• _Description of the task_:
Find "Locate an element" in the entries below; copy that line through the last, exactly, with no pictures.

Saved entries
[Start of section]
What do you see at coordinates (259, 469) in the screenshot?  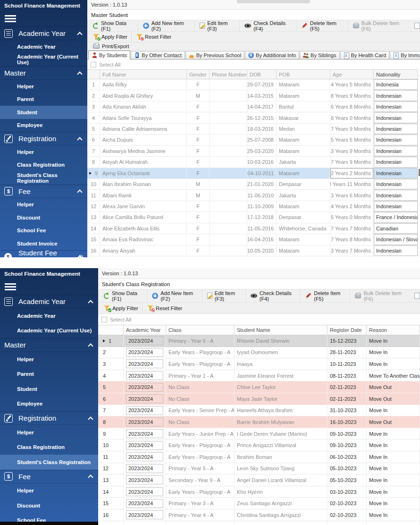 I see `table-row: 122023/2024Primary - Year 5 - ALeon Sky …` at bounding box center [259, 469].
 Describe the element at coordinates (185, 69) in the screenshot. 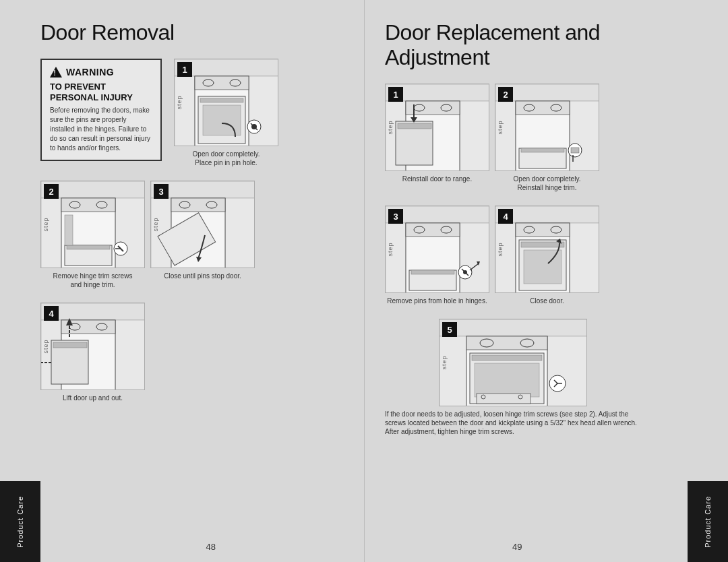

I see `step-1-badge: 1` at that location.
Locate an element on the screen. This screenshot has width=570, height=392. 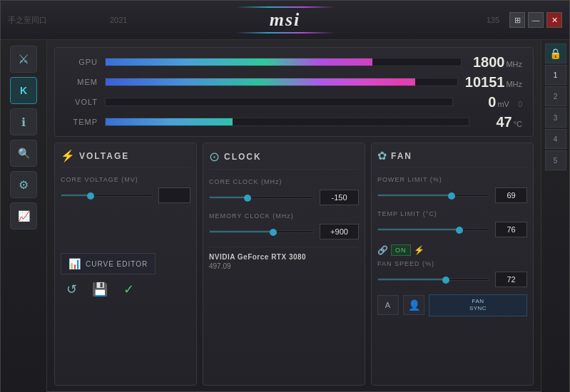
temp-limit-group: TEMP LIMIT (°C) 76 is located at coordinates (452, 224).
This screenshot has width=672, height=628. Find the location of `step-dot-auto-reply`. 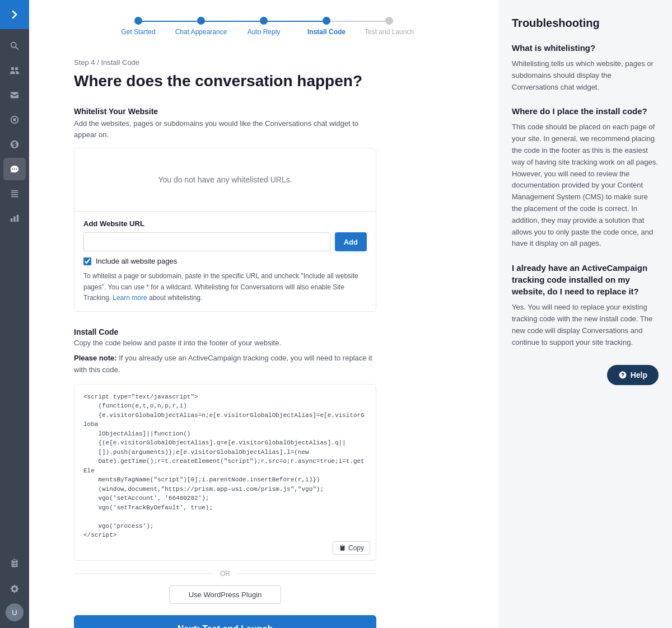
[End of section]
• _Task response_:
Locate an element on the screen. This screenshot has width=570, height=392. 
temp-limit-group: TEMP LIMIT (°C) 76 is located at coordinates (452, 224).
This screenshot has width=672, height=628. Find the location of `step-dot-auto-reply`. 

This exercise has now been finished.